Monday, 18 August 2014

The Hidden Price of Insomnia

From time to time it happens to me, as it does to everyone. A night where try as I may, I cannot get to sleep.

Turned over the pillow to the cool side - check.
Fetched wayward cat from the kitchen heating vent - check.
Got a drink of water - check.

It's not so bad if you aren't really tired. Then you just put on the light and read. Extra reading time, yay. That's fine. Or, if you're a writer, hey, no reason you can't get up and work!

It's not so bad, either, if when you wake and can't get back to sleep it's almost morning. Any time after 4:00 I can get up and begin my day. Those quiet hours while the rest of the household remains in torpid slumber are both productive and satisfying. Get an extra 3 hours work done while at the same time you feel smug about being so much more industrious than everyone else. Hard to beat this for an all-round great start to the day.

The trouble comes when you really are tired. So tired that your whole body aches. So tired that even another chapter of the latest James Patterson has lost its appeal. The hours left before you will HAVE to get up stretch out, both horribly long (hours of unwanted consciousness and discomfort to be endured) and terrifyingly short (shrinking opportunity to fit yourself for the coming day).

In this kind of state, it's very difficult to take any positive benefit from being awake. And the other night, when it happened to me, I spent the hours between 2:00 and 4:00 in watching myself. Watching my thoughts. Trying to see what is going on that prevents me from 'switching off'.

It seemed to me, although allowance must be made for a certain lack of objectivity, that it was memories that took over my brain. One after another, memories from the past rose up to occupy my mind, and over and over again I found myself helplessly circling the beaten track of these past events.

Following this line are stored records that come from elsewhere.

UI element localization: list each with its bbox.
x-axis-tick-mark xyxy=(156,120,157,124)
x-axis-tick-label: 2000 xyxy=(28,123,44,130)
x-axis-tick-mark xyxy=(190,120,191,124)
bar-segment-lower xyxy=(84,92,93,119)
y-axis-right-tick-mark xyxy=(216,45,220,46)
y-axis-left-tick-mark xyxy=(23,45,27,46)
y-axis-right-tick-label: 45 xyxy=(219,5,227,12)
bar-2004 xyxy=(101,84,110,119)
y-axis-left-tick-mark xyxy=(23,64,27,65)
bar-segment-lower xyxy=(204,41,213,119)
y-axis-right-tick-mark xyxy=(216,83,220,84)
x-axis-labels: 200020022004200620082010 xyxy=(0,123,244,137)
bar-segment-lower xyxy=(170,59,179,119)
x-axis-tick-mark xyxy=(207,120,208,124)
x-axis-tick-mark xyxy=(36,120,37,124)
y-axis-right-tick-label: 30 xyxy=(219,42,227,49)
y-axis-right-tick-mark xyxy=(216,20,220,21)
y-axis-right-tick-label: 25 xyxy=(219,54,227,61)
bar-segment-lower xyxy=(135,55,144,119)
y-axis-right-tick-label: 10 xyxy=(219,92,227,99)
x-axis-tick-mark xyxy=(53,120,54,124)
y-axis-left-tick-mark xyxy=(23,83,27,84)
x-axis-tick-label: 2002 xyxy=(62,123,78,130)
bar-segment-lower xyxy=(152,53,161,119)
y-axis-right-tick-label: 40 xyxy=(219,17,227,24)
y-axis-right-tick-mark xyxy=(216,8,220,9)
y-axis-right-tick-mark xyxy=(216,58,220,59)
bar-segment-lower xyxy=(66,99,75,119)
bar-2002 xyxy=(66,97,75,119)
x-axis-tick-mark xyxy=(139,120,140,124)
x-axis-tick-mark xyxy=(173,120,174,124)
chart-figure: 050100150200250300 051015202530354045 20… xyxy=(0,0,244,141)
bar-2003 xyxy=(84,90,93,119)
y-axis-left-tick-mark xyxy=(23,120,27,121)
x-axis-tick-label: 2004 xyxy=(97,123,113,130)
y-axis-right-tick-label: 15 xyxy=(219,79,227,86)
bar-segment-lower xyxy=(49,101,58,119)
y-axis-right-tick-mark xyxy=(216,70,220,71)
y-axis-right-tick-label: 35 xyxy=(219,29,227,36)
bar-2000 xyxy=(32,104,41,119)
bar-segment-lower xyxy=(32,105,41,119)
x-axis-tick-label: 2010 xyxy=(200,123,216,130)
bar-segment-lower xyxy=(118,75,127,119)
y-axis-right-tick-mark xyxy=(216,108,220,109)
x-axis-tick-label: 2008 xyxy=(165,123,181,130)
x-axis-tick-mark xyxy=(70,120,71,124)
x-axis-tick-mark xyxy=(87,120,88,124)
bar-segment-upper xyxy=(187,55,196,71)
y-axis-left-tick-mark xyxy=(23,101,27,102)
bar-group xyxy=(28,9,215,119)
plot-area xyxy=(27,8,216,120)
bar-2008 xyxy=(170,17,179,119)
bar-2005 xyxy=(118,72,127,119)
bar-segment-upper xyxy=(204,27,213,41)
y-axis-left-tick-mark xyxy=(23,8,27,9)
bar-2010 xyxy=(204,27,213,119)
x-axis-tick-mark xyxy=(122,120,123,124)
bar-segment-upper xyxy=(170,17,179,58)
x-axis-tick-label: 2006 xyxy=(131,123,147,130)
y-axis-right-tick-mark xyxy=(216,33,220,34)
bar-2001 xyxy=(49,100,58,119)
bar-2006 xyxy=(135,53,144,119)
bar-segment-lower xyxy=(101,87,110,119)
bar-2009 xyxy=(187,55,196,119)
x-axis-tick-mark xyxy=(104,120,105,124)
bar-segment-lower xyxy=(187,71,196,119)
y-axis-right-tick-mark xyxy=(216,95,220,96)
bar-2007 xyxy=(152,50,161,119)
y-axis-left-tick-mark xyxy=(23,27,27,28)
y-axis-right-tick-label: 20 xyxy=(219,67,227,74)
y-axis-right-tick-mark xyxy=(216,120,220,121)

As there were many repetitions of this - catch myself dwelling on yet another memory. Sternly wrench my erring mind back to stillness and quiet. GOTO 0010 - I found I had the opportunity to look for common elements in the various things that I caught myself rehashing, and surprisingly, I did find a strong common thread running through the lot of them. Every one of these memories that so forbade my sleep was a terrible one. Deaths of loved ones. Other calamities. Even, I blush to admit, the school bullies who made my childhood a constant misery. I should be over that, surely, at 57. All these things rose up in the night hours to smite me, again and again, as if I deserved some bizarre punishment for having experienced misfortune. Not one of these spontaneously occurring memories was of anything positive, or delightful. When I tried to fix my mind on happy memories, they slipped away like a handful of water.

Further introspection between the hours of 3:30 and 4:00 suggested a possible reason for this. All of the terrible things I remembered that gruesome night were events that had changed me in some way. Bent me from what path I was on towards the person I would eventually become. It occurs to me now that generally, events that have this effect of bringing about a change in a person are rarely pleasant ones. I wondered if it were not the effectiveness of the memories my sleepless mind had chosen rather than their dreadfulness. Instead of trying to focus on pleasant memories in general, if I had chosen life hinges that were actually pleasant, I wonder if I'd not have had a better time. We all have some of those along with the other sort, although they seem to lack the drama of the bad ones. They don't stick up from the landscape of memory in such a violent way, but they are there.

It's now my idea to create in advance a list of these positive life changing events, and keep it in the drawer in my bedside table for use in another such emergency. For this lying in the dark and dwelling on the failures of the past needs to be avoided at all costs, particularly by anyone with any kind of mood disorder. It strips away one's self-image and confidence like a belt sander; one might as well be listening to one's mother. I think there are few more harmful things one can do to oneself. And the more one allows this to happen, the more certain it is to happen in the future, not only on sleepless nights but in the quiet quotidian moments that ought naturally to be a refreshment in one's day, until the carping of the enemy voices of the past may drown out everything else.

And so, my advice to any insomniac is this: First, put on the light.